We moved on and then parted for the day, but afterwards I saw a lot more of Alicia. She remained straightforward, which was reassuring. Slowly I found myself confessing things to her. Just small things, whispered things, but things I had never told anyone before. I started to feel like I could tell her anything. She kept calling that trust, but I was starting to feel less trusting of everyone else. When people laughed or smiled or were angry, I wondered why, really. And I wondered why we didn’t just say.

Alicia told me things too. She told me that she was angry with a guy who kept bugging her at school, but that mostly people had started to let her be. She found that as long as she said less and paid attention more, people lost interest in making up things about her. I asked her why she minded the lies. “Because who cares, right? It’s not like any of them really tried to know me. They just made things up. Why would anyone care about the things people make up?”

Wanda and Josie thought she was weird and didn’t understand why I was hanging out with her. “You never go anywhere,” they complained. “You never do anything anymore.” I tried to make up something but I knew they had decided not to believe me. Besides, it was true.
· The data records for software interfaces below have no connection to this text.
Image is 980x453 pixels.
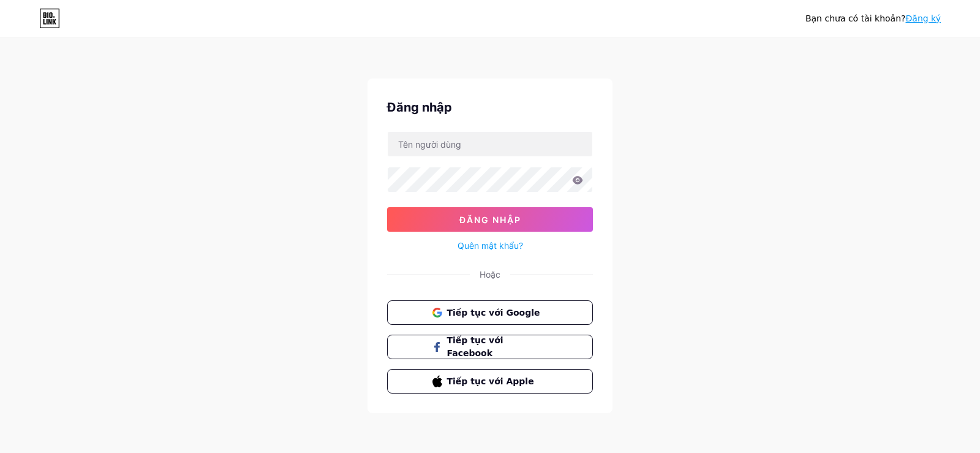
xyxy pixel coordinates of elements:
[447,336,504,359] font: Tiếp tục với Facebook
[460,215,521,225] font: Đăng nhập
[447,308,541,318] font: Tiếp tục với Google
[480,269,500,280] font: Hoặc
[387,208,593,232] button: Đăng nhập
[447,376,535,387] font: Tiếp tục với Apple
[388,132,593,156] input: Tên người dùng
[458,240,523,251] font: Quên mật khẩu?
[387,369,593,394] button: Tiếp tục với Apple
[458,239,523,252] a: Quên mật khẩu?
[805,13,906,23] font: Bạn chưa có tài khoản?
[906,13,941,23] a: Đăng ký
[387,300,593,325] button: Tiếp tục với Google
[387,335,593,359] button: Tiếp tục với Facebook
[387,100,453,115] font: Đăng nhập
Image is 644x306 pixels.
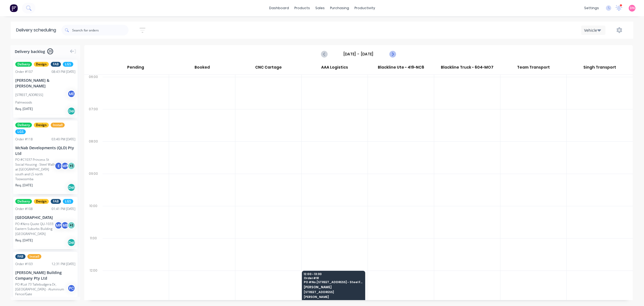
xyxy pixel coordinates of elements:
div: Del [67,107,75,115]
div: M P [55,221,63,229]
div: settings [582,4,602,12]
span: Design [34,199,49,204]
span: Order # 91 [304,276,363,279]
div: M E [61,221,69,229]
div: Team Transport [501,63,567,75]
div: Del [67,238,75,247]
div: 08:43 PM [DATE] [52,69,75,74]
span: Install [51,122,65,128]
div: [GEOGRAPHIC_DATA] [15,296,75,301]
div: Singh Transport [567,63,633,75]
span: Delivery backlog [15,49,45,54]
div: [STREET_ADDRESS] [15,93,43,97]
div: Delivery scheduling [11,21,61,39]
div: 03:40 PM [DATE] [52,137,75,142]
input: Search for orders [72,25,129,35]
div: 10:00 [84,202,103,235]
div: PO #Xero Quote QU-1033 Eastern Suburbs Building [15,221,56,231]
div: Pending [103,63,169,75]
div: Order # 108 [15,206,33,211]
a: dashboard [267,4,292,12]
span: FAB [51,199,61,204]
span: Design [34,122,49,128]
div: Order # 107 [15,69,33,74]
div: 12:00 [84,267,103,299]
div: [PERSON_NAME] Building Company Pty Ltd [15,269,75,281]
span: Req. [DATE] [15,238,33,243]
span: FAB [51,62,61,67]
div: + 1 [67,221,75,229]
span: LGS [63,199,73,204]
div: productivity [352,4,378,12]
div: M P [61,162,69,170]
div: Blackline Truck - 604-MO7 [434,63,500,75]
div: Vehicle [584,27,600,33]
span: Install [27,254,41,259]
span: Req. [DATE] [15,183,33,188]
button: Vehicle [581,26,606,35]
div: E [55,162,63,170]
span: Req. [DATE] [15,106,33,111]
div: 01:41 PM [DATE] [52,206,75,211]
div: 08:00 [84,138,103,170]
span: LGS [15,129,26,134]
div: [PERSON_NAME] & [PERSON_NAME] [15,77,75,89]
div: Booked [169,63,235,75]
div: Order # 118 [15,137,33,142]
span: FAB [15,254,26,259]
span: PO # No.[STREET_ADDRESS] - Steel Framing Design & Supply - Rev 2 [304,280,363,284]
div: P C [67,284,75,292]
div: [GEOGRAPHIC_DATA] [15,231,75,236]
div: products [292,4,313,12]
div: 06:00 [84,74,103,106]
span: [STREET_ADDRESS] [304,290,363,293]
div: CNC Cartage [235,63,301,75]
span: DN [630,5,635,11]
div: Toowoomba [15,177,75,181]
span: [PERSON_NAME] [304,295,363,298]
span: 20 [47,48,53,54]
div: Order # 103 [15,261,33,266]
div: PO #C1037 Princess St Social Housing - Steel Walls at [GEOGRAPHIC_DATA] south and L5 north [15,157,56,177]
div: AAA Logistics [302,63,368,75]
div: Blackline Ute - 419-NC8 [368,63,434,75]
span: Design [34,62,49,67]
span: Delivery [15,199,32,204]
div: 07:00 [84,106,103,138]
div: sales [313,4,327,12]
img: Factory [10,4,18,12]
span: Delivery [15,122,32,128]
div: McNab Developments (QLD) Pty Ltd [15,145,75,156]
div: purchasing [327,4,352,12]
div: 09:00 [84,170,103,202]
span: LGS [63,62,73,67]
span: Delivery [15,62,32,67]
span: [PERSON_NAME] [304,285,363,289]
div: Del [67,183,75,192]
div: M E [67,90,75,98]
div: 12:31 PM [DATE] [52,261,75,266]
div: 11:00 [84,235,103,267]
div: + 1 [67,162,75,170]
div: [GEOGRAPHIC_DATA] [15,215,75,220]
div: PO #Lot 73 Tallebudgera Dr, [GEOGRAPHIC_DATA] - Aluminium Fence/Gate [15,282,69,296]
span: 12:00 - 13:30 [304,272,363,275]
div: Palmwoods [15,100,75,105]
I wasn’t leaving town as much except sometimes just with Bobby. I wasn’t going to parties much.

I didn’t go to Tom’s party, the one he threw despite being on probation. The one where afterwards they found Kim in a ditch, thrown from his crumpled station wagon.

The adults all said it was an accident, a tragedy, a real shame. Everyone agreed they hadn’t seen this coming, not Kim, not in this town. Quite a shock. Tom was in deep trouble, the poor thing. It was almost too much–they were dating, didn’t you hear? Losing his car and his girlfriend in the same night. I had heard a hundred versions of the night’s events before Alicia stepped forward. That was when I found out that I had really been the only person not to go to Tom’s that night.

Alicia said she had been there and it was true. Everyone had seen her. So when she said that she had seen who had gotten behind the wheel of Tom’s car even though he had hardly been able to walk, they all believed her. And all eyes turned to my brother. Bobby, who could always be trusted to have done what he said he hadn’t. Bobby didn’t graduate from high school that year. Already eighteen, he was tried as an adult.

I didn’t speak to Alicia much after that. After the trial, somewhere between school and home, I confronted her because I thought I trusted her to have told the truth, but once we were face-to-face I didn’t know. I looked at her standing there in the street and I couldn’t place her. It wasn’t that Alicia always told the truth, but it wasn’t like she was honor-bound to her lies like the rest of us. I had never known when she had lied to me, and I had no way to tell if she had. All I knew was that she had taken my brother from me, and what was worse, I had no idea that he didn’t deserve it.